For more than half a century, geologists have wrangled over the origins of an astonishing range of mountains found beneath ice up to three kilometers (two miles) thick in East Antarctica.
Named after the Soviet geophysicist who detected them in 1958 during the first International Polar Year exploration, the Gamburtsev mountains are 1,200 kilometers (750 miles) long, with jagged peaks up to 2,700 meters (8,900 feet) high intersected by deep troughs and valleys.
How this chain came into being is one of the many mysteries of the great white continent.
The Gamburtsevs are located at high elevation and on a continent that geologically is ancient and long free of the tectonic upheaval that throws up mountains.
Yet their sharp edges, like Europe's Alps, clearly attest to a youthful range barely touched by the erosive forces of wind, snow and water.
An international team of scientists, reporting in the journal Nature on Wednesday, say they have the answer to the riddle.
The key, they believe, lies in a network of lakes and rifts in the bedrock, remarkably mirroring features found in the parched African tropics half a world away.
"The East Antarctic rift system resembles one of the geological wonders of the world, the East African rift system," said head investigator Fausto Ferraccioli of the British Antarctic Survey (BAS).
"It provides the missing piece of the puzzle that helps explain the Gamburtsev Subglacial Mountains. The rift system was also found to contain the largest subglacial lakes in Antarctica."
The rift network was found thanks to a second exploration of the Gamburtsevs, carried out in the last International Polar Year, which despite its name ran from 2007-2009 in order to cover the seasons at both poles.
The seven-nation project mapped the subglacial topography in central East Antarctica using two Twin Otter aircraft fitted with penetrating radar and sensors to map changes in Earth's gravitational and magnetic field.
What they propose is a narrative starting a billion years ago.
Several mini-continents collided together to form a super-continent called Gondwana, creating a mountain range at the point of impact.
Eventually, the uplifted rock collapsed under its own weight and over eons eroded away, leaving an underlying crustal "root."
There next followed two periods of rifting, some 250 million years ago and again about 100 million years ago, in which Gondwana pulled part in tectonic agony.
This created a 3,000-km (2,000-mile) fracture in the planet's crust that extends from East Antarctica across the ocean to India.
The residual "root," combined with the rifting, helped force up the land that is now East Antarctica.
In doing so, this developed an extensive rift-valley system, whose flanks were incised by rivers -- and then by glaciers, as Earth moved from warmth into deepening chill.
Some 34 million years ago, the magnificent mountains became smothered by the East Antarctic ice sheet, an area the size of Canada. Like Sleeping Beauty, they retained their eerie youthfulness.
Piecing together the story of the Gamburtsevs as a tale of mountain rejuvenation was an exercise in humility, said Carol Finn of the U.S. Geological Survey (USGS).
"We are accustomed to thinking that mountain-building relates to a single tectonic event rather than sequences of events," she said.
"The lesson we learned about multiple events forming the Gamburtsevs may inform studies of the history of other mountain belts."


*Activity*: Begin at the line that holds "At what (x,y)" and copy each line exactly until the data below ends, including that last line but no pictures.

::: Dataset records

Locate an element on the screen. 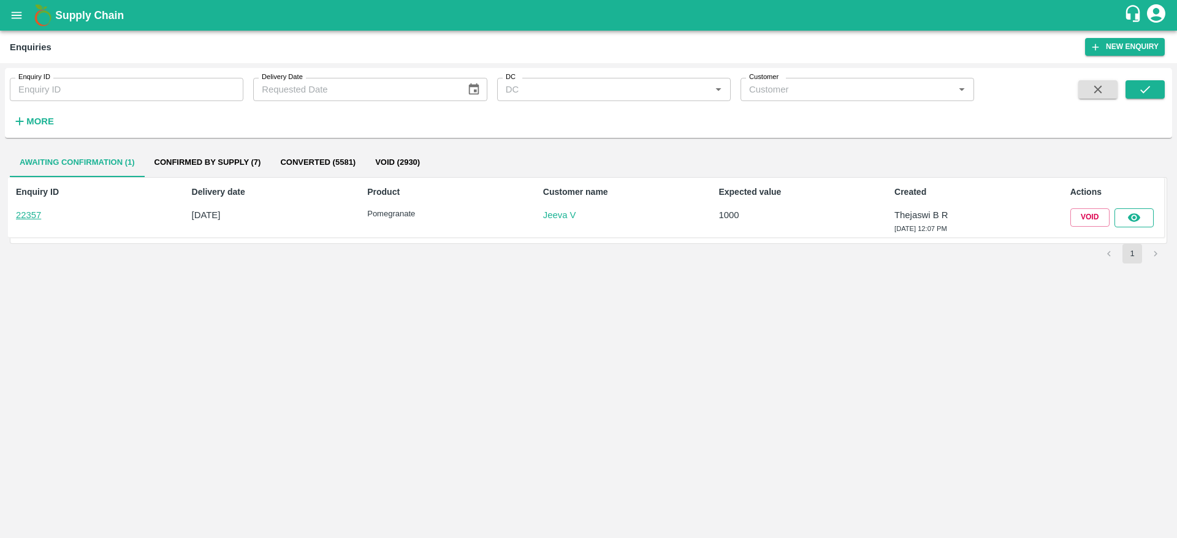 This screenshot has height=538, width=1177. p: 1000 is located at coordinates (764, 215).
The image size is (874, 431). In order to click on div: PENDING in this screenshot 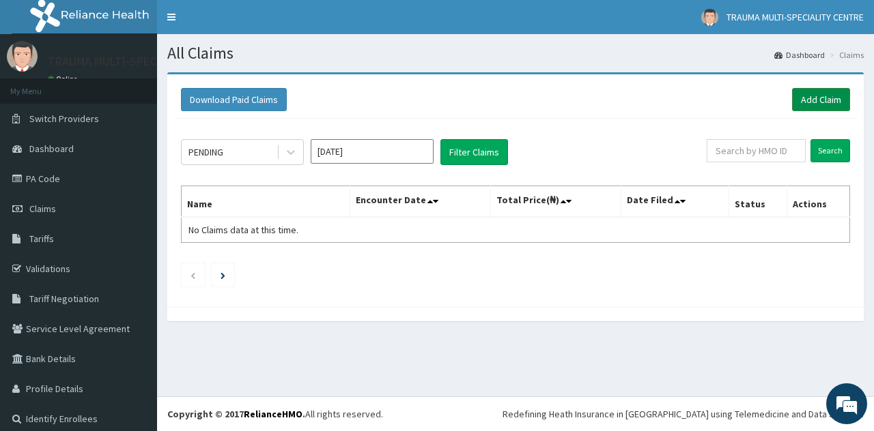, I will do `click(205, 152)`.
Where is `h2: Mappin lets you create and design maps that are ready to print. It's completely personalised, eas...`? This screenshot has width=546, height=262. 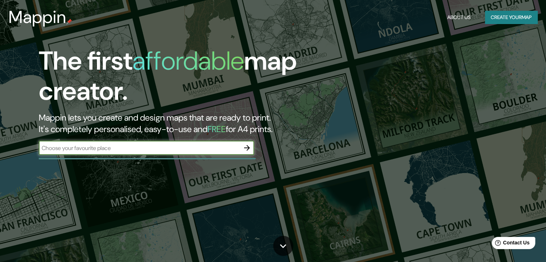
h2: Mappin lets you create and design maps that are ready to print. It's completely personalised, eas... is located at coordinates (175, 123).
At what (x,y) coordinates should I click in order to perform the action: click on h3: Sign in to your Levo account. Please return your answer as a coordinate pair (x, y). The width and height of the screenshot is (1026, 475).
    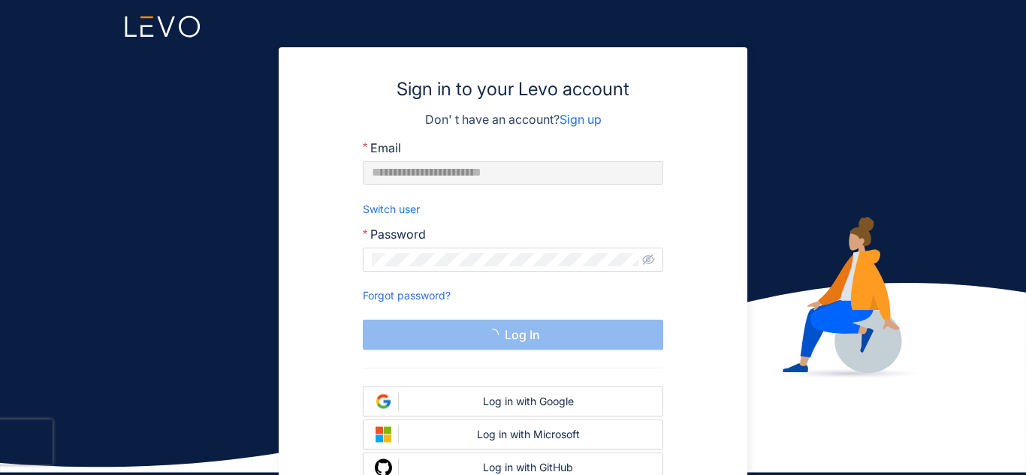
    Looking at the image, I should click on (513, 89).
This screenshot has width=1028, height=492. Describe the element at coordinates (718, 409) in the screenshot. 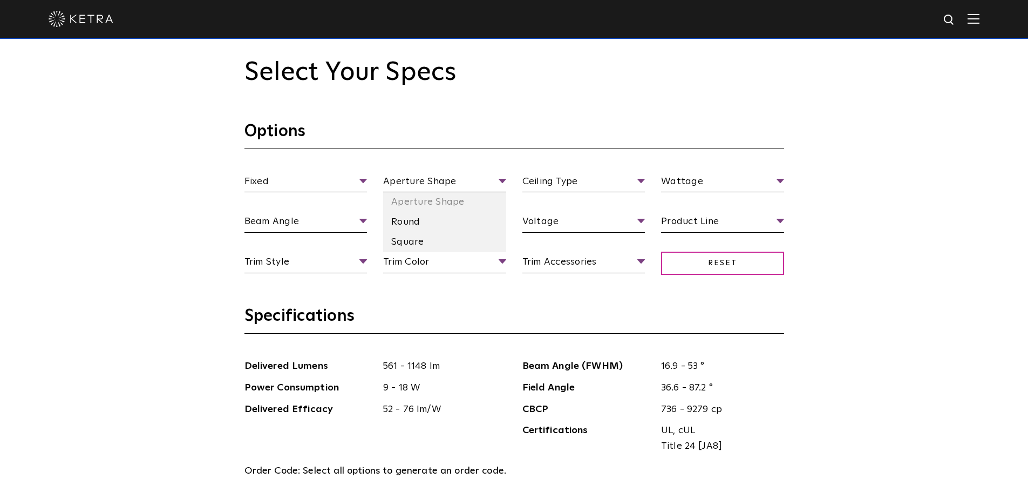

::::::

*Exercise output*:
At what (x,y) coordinates should I click in order to perform the action: click on h3: Sign in to your Levo account. Please return your answer as a coordinate pair (x, y). The width and height of the screenshot is (1026, 475).
    Looking at the image, I should click on (513, 89).
This screenshot has width=1028, height=492. Describe the element at coordinates (718, 409) in the screenshot. 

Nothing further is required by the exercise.